Observation vs Judgements vs Conclusions – what’s your lens?
Currently, Aarohi Community is on a break after completing term 1. A big chunk of the break time is spent in each family reviewing their open learning journey during the last term.
For the review, the parents as well as the child rate their own journey and share thoughts on the rankings they have given to themselves.
After the self assessment is done, the family also spends time to work out their action plan on – ‘how I will work on the respective areas’ or ‘why I will not work on a particular thing’
Parallelly, facilitators also start filling in their observations. As one of the facilitators, when I started filling out the sheets –
I quickly found myself typing in big big adjectives (or labels) like ‘inattentive’, ‘leader’, ‘not participative’, ‘over confident’, ‘under confident’ and the list went on
Once the judgement was done, came in the conclusions – ‘try listening more in the sessions’, ‘work on your confidence’
Observe like a CCTV
And suddenly, I had a major realisation – thanks to having done the jagriti program where in one of the sessions we were told to ‘OBSERVE like a CCTV’. The CCTV just records the events as is and displays it to the viewer as is…. It doesn’t add anything to the recording.
What happens when I have judgements or come to conclusions-
- I realised i am jumping to judgements based on a couple of interactions and my limited understanding of the other person.
- Then came the issue of how many interactions are needed to judge a person? Will I (or even a parent) ever understand everything about the child? Aren’t we all changing, evolving all the time?
- And how do these labels help the child in any case, if anything it only complicates with the child being bombarded with endless adjectives and so many images they end up holding about themselves for no good reason.
- And when i suggest something, even though with all the good intentions, I am still offering only 1 possibility that i can think of.

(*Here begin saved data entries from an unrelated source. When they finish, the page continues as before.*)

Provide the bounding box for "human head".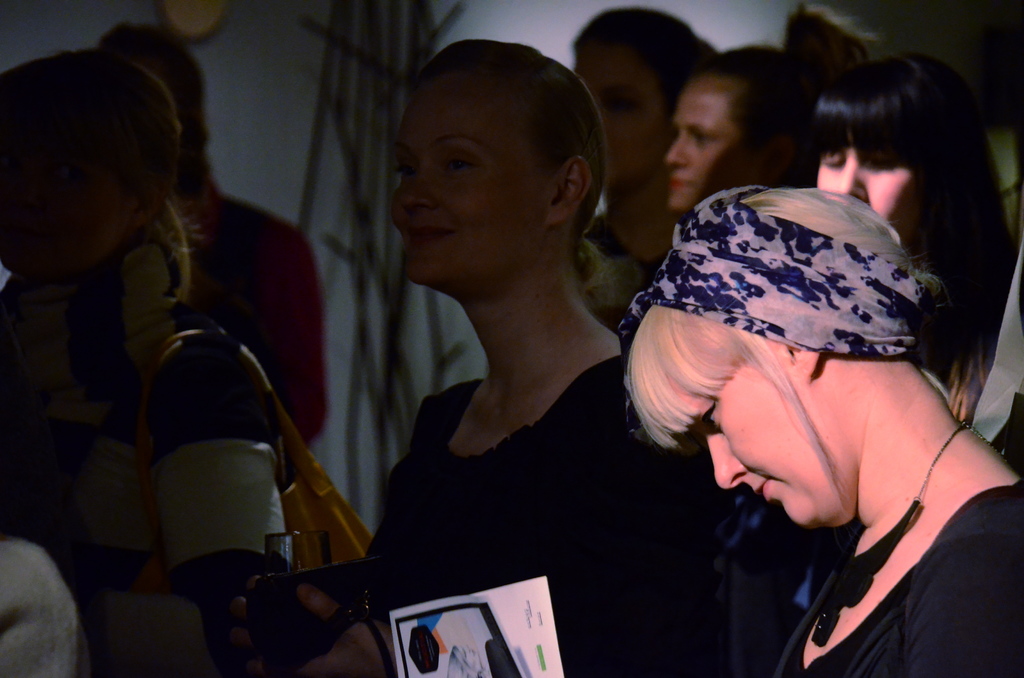
{"x1": 101, "y1": 21, "x2": 209, "y2": 170}.
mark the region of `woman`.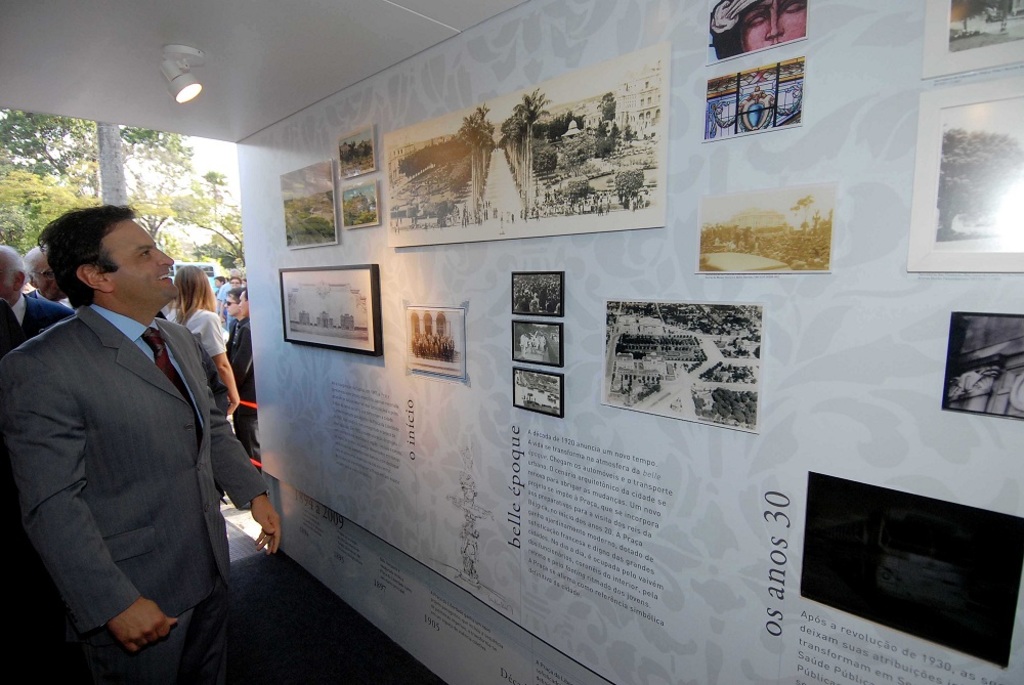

What happens when i offer my observations to the child like a CCTV –
- observations are specific. the more the details the better is the observation
- observations are never generic or genralised or vague
- even if i had 1 interaction with the child, I can still offer my observation from that interaction
- observations help the child become ‘aware’ of their actions
- the child can ‘act’ or ‘not act’ in million different ways as per his need, want, understanding, interests based on the observations offered
How to start observing? (some examples)
- in most sessions, checks with others if she can share her views
- in every sessions, has shared her views around the discussion topic
- in 1-2 teens’ sessions, spoke on a topic for over 2 mins
- spoke about history, politics, culture while talking on a single topic of societal expectations
- enthusiastically moved his hands while sharing an anecdote around tennis
- cracks jokes in between sessions
- in 1 reflection on emotions, shared how he was joyful most of the week but felt anxious during tennis
- asked why are we doing star gazing klub in the afternoon
- proposed it should be done at night
- in all sessions, he talks to participants of different ages
- in 3-4 online sessions, he has started talking when someone else was sharing their views
- he stopped talking and waited for his turn when he was asked to
Inviting all parents to literally write down observations about their child over a day or week and share it with the child. Let us know what did the act of ‘observing your child’ do to you as a parent?